TACA AND EUROPEAN COMMISSION REACH COMPROMISE
The European Commission said it intends to approve the revised Trans-Atlantic Conference Agreement of seven major Atlantic lines, notified in 1999.
The EC said it intends to take a decision finding that the remaining aspects of the notified agreement not already cleared either benefit from immunity under Regulation No. 4056/86 or qualify from exemption under the European treaty’s article 81(3).
The EC competition directorate also invited interested parties, including shippers, to submit comments within 30 days on its proposed decision. Its decision may be revised following analysis of the comments, a source at the EC said, but the commission is satisfied that TACA is not anti-competitive.
The final clearance decision will follow almost a decade of legal wrangling between the EC and transatlantic conference carriers, initially triggered by the carriers’ controversial Trans-Atlantic Agreement of 1992/1993.
EC competition lawyers said that TACA shipping lines have made concessions on the contents of their cooperative agreement to address competition concerns, in particular on whether confidential service contract data could be exchanged between carriers.
“The members of the TACA have made changes and given undertakings,” the EC said. “These changes and undertakings include awarding the task of collecting and aggregating confidential individual contract data to an independent third party and ensuring that, with certain limited exceptions, no carrier-specific information not in the public domain is either gathered by, or distributed to, the TACA secretariat or the parties,” it added.
As expected, the EC said that it will allow TACA to regulate capacity, but only under certain conditions and for limited periods of time. Any TACA capacity management program would have to deal with “a short-term fluctuation in demand” and comply with other European competition rules. The EC also wants TACA to provide reports before, during and after the implementation of such programs.
TACA carriers have amended their agreement to include “an undertaking not to increase any tariff rate in conjunction with any capacity regulation program or to create an artificial peak season,” the EC said.
If TACA lines comply with the conditions of the agreement, there is no risk that the agreement will lead to the elimination of competition in the market, the EC commented.
The shipping lines of the revised TACA agreement of 1999, also known as “TACA 2,” are Atlantic Container Line, Hapag-Lloyd, Mediterranean Shipping Co., Maersk Sealand, NYK, OOCL and P&O Nedlloyd.
The EC said that TACA carriers have seen their combined share of the transatlantic trade drop from more than 60 percent in 1995 to about 50 percent today, and they are “subject to considerable internal and external competition.”
“The introduction of confidential individual service contracts, made possible by the U.S. Ocean Shipping Reform Act of 1998, has dramatically increased competition between the members of the TACA and has reduced the proportion of cargo carried under the conference tariff,” the EC said.
The EC will publish a formal announcement explaining its preliminary decision on Monday.
Under European law, TACA carriers have been able to implement their revised agreement without waiting for the EC ruling. The formal regulatory clearance will provide clarifications about which activities are permissible in the transatlantic and other European trades.
However, the TACA/EC compromise is not the end of legal friction between transatlantic shipping lines and the Brussels-based regulator. Legal appeals by TACA and its predecessor, the Trans-Atlantic Agreement, are expected to go before European courts early next year.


### [Exercise directions]
Using the listing below, please print exactly the lines from the one with "Describe the element at coordinates (1058, 516)" through the one with "You are a GUI". Leave out every picture.

### [Supplied data]

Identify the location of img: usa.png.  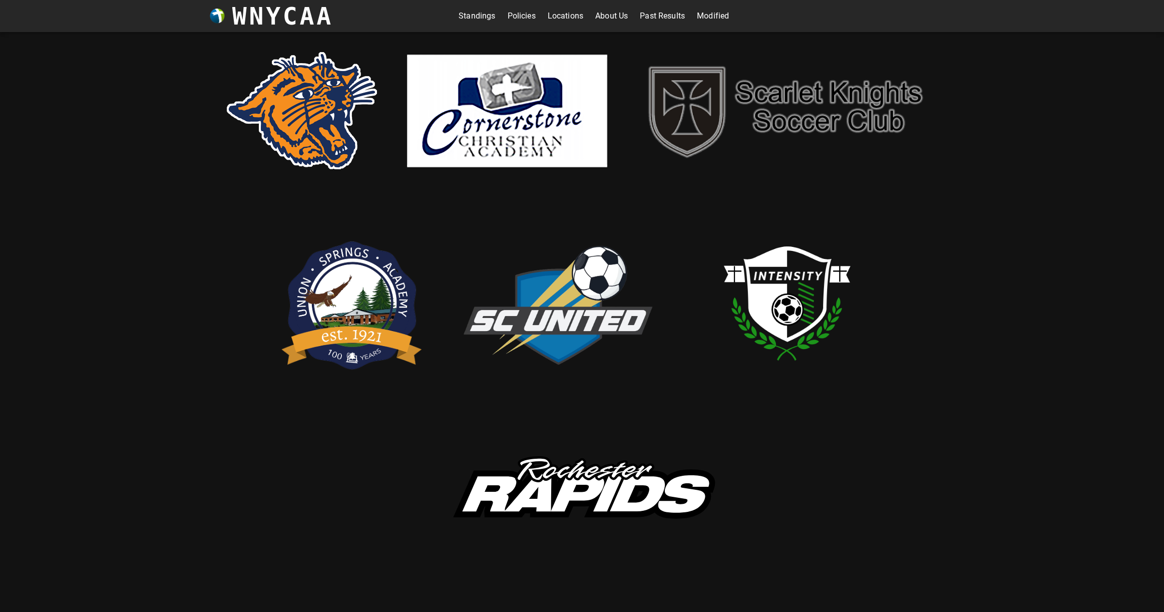
(352, 303).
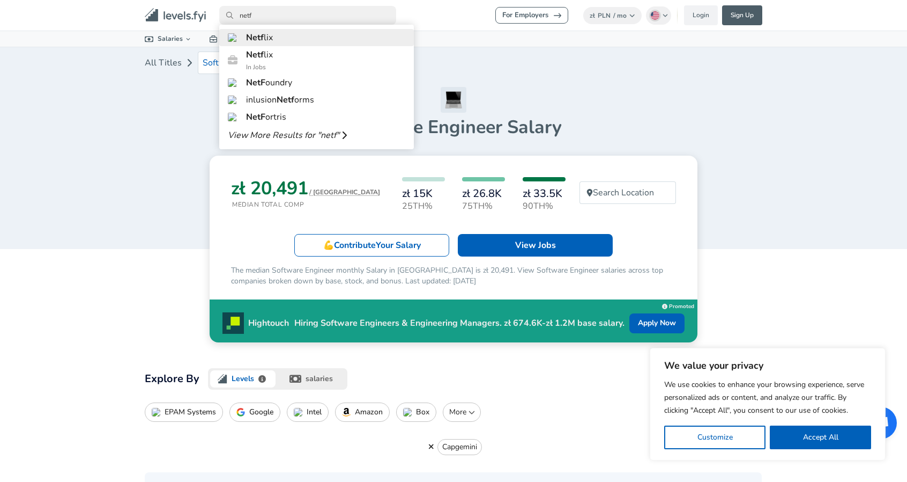 The width and height of the screenshot is (907, 482). Describe the element at coordinates (261, 412) in the screenshot. I see `p: Google` at that location.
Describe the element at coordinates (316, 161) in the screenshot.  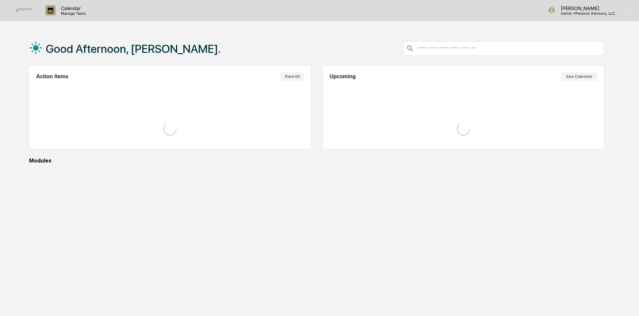
I see `div: Modules` at that location.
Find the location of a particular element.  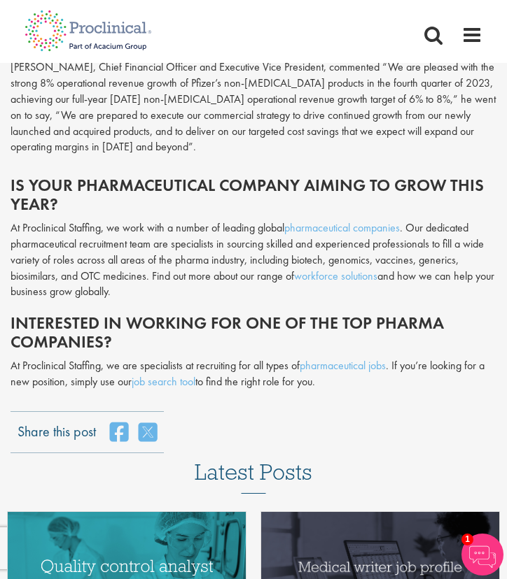

a: share on facebook is located at coordinates (119, 432).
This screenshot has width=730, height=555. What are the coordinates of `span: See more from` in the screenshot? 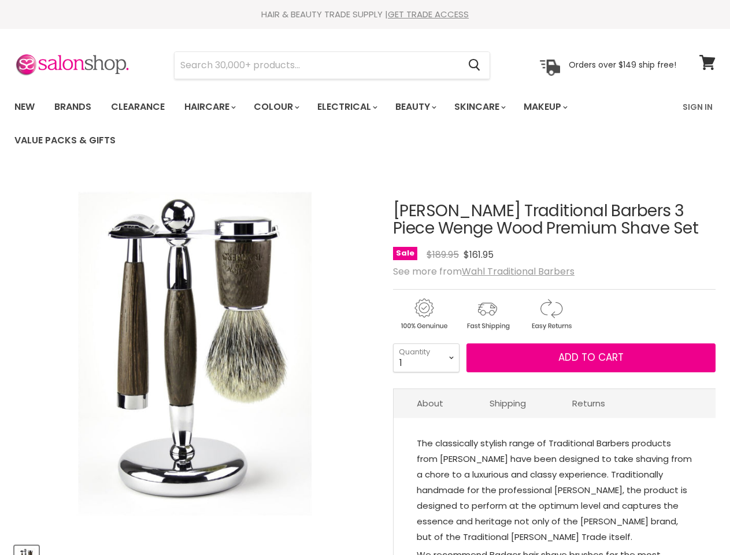 It's located at (484, 271).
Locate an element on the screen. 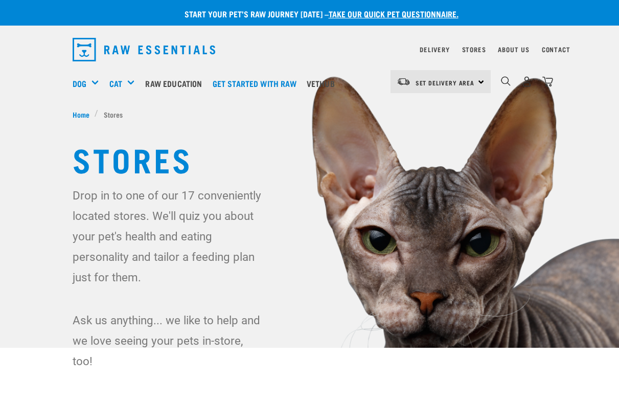 This screenshot has width=619, height=401. span: Home is located at coordinates (81, 114).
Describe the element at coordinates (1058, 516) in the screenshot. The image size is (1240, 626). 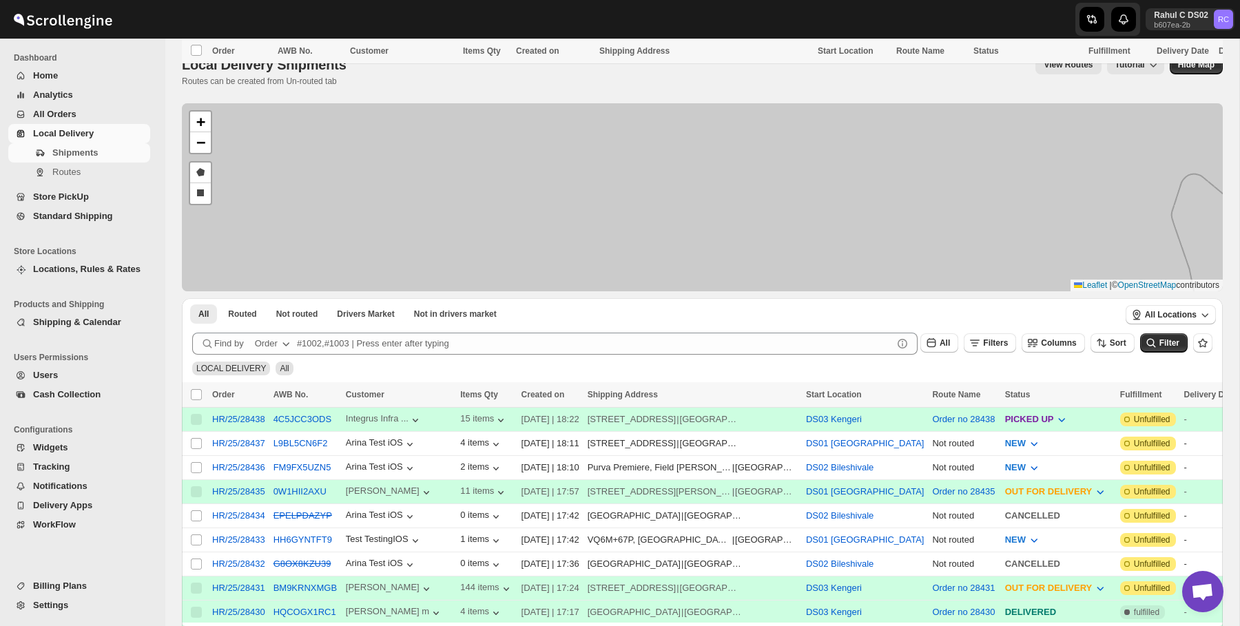
I see `div: CANCELLED` at that location.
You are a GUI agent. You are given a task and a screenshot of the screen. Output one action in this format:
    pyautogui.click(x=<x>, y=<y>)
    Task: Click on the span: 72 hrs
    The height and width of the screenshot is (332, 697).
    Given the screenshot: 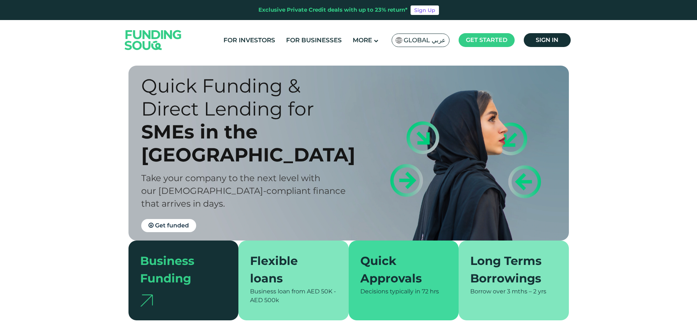 What is the action you would take?
    pyautogui.click(x=430, y=291)
    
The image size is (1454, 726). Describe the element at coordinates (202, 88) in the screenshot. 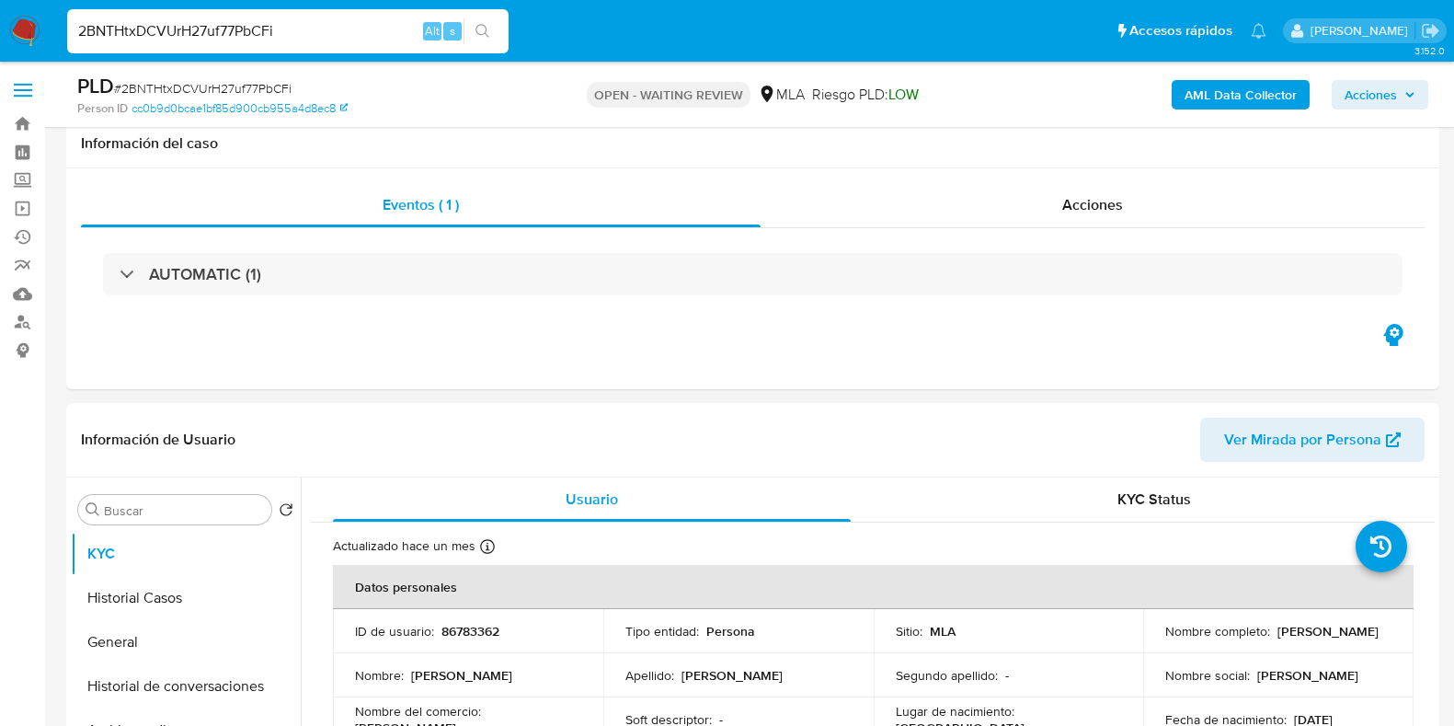

I see `span: # 2BNTHtxDCVUrH27uf77PbCFi` at that location.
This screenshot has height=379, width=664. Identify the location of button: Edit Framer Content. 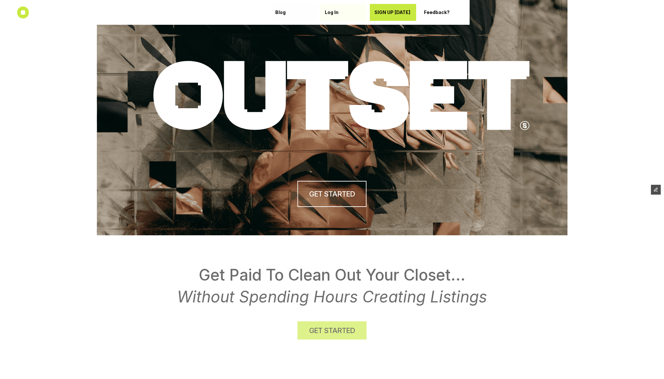
(656, 190).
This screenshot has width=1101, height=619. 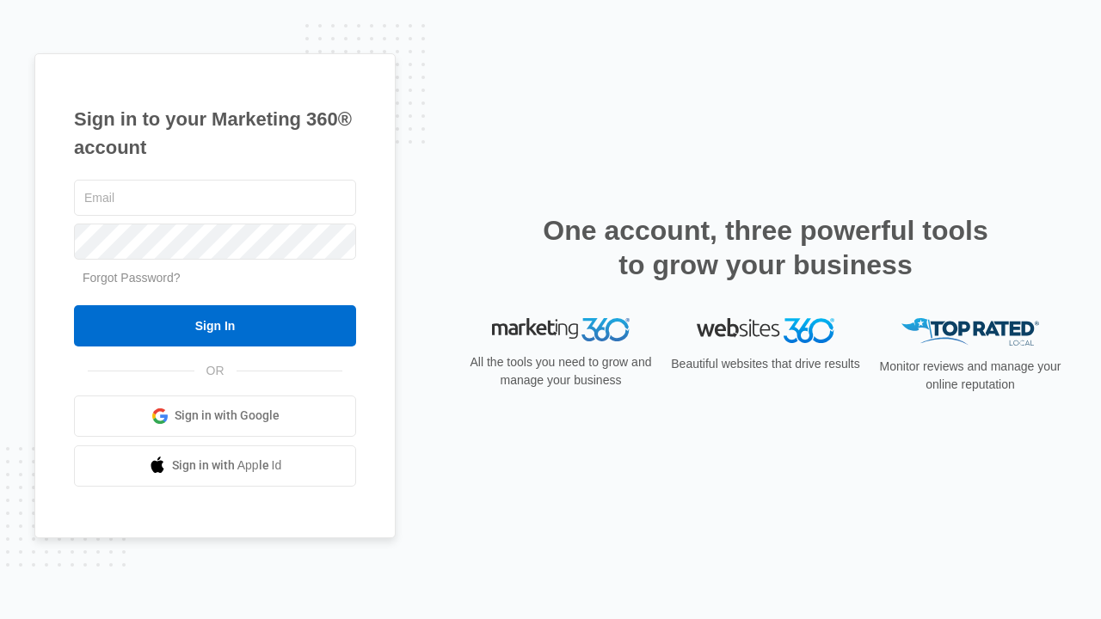 I want to click on input: Email, so click(x=215, y=198).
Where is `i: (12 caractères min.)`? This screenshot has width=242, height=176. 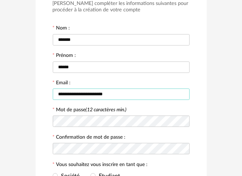
i: (12 caractères min.) is located at coordinates (106, 110).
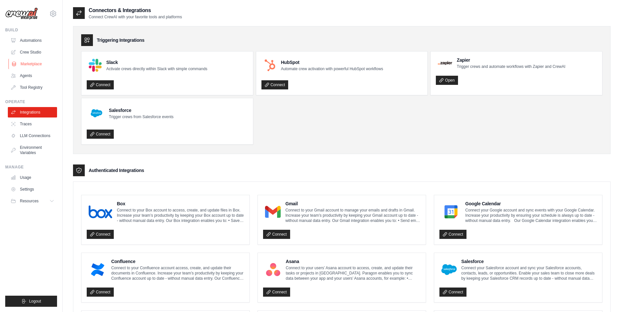 The height and width of the screenshot is (312, 621). I want to click on img: Box Logo, so click(100, 212).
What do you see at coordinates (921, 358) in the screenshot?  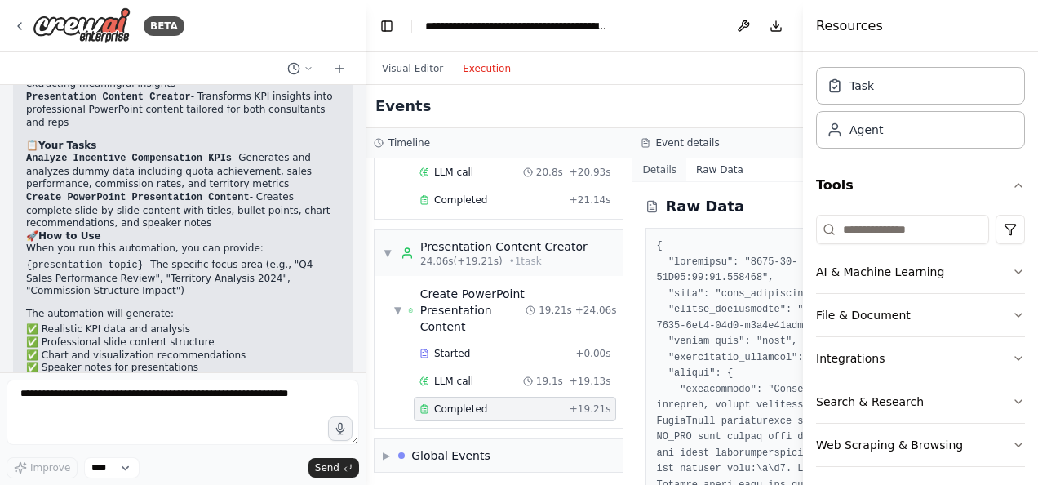 I see `button: Integrations` at bounding box center [921, 358].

### [Problem solution]
Describe the element at coordinates (1058, 516) in the screenshot. The image size is (1240, 626). 
I see `div: CANCELLED` at that location.
You are a GUI agent. You are given a task and a screenshot of the screen. Output one action in this format:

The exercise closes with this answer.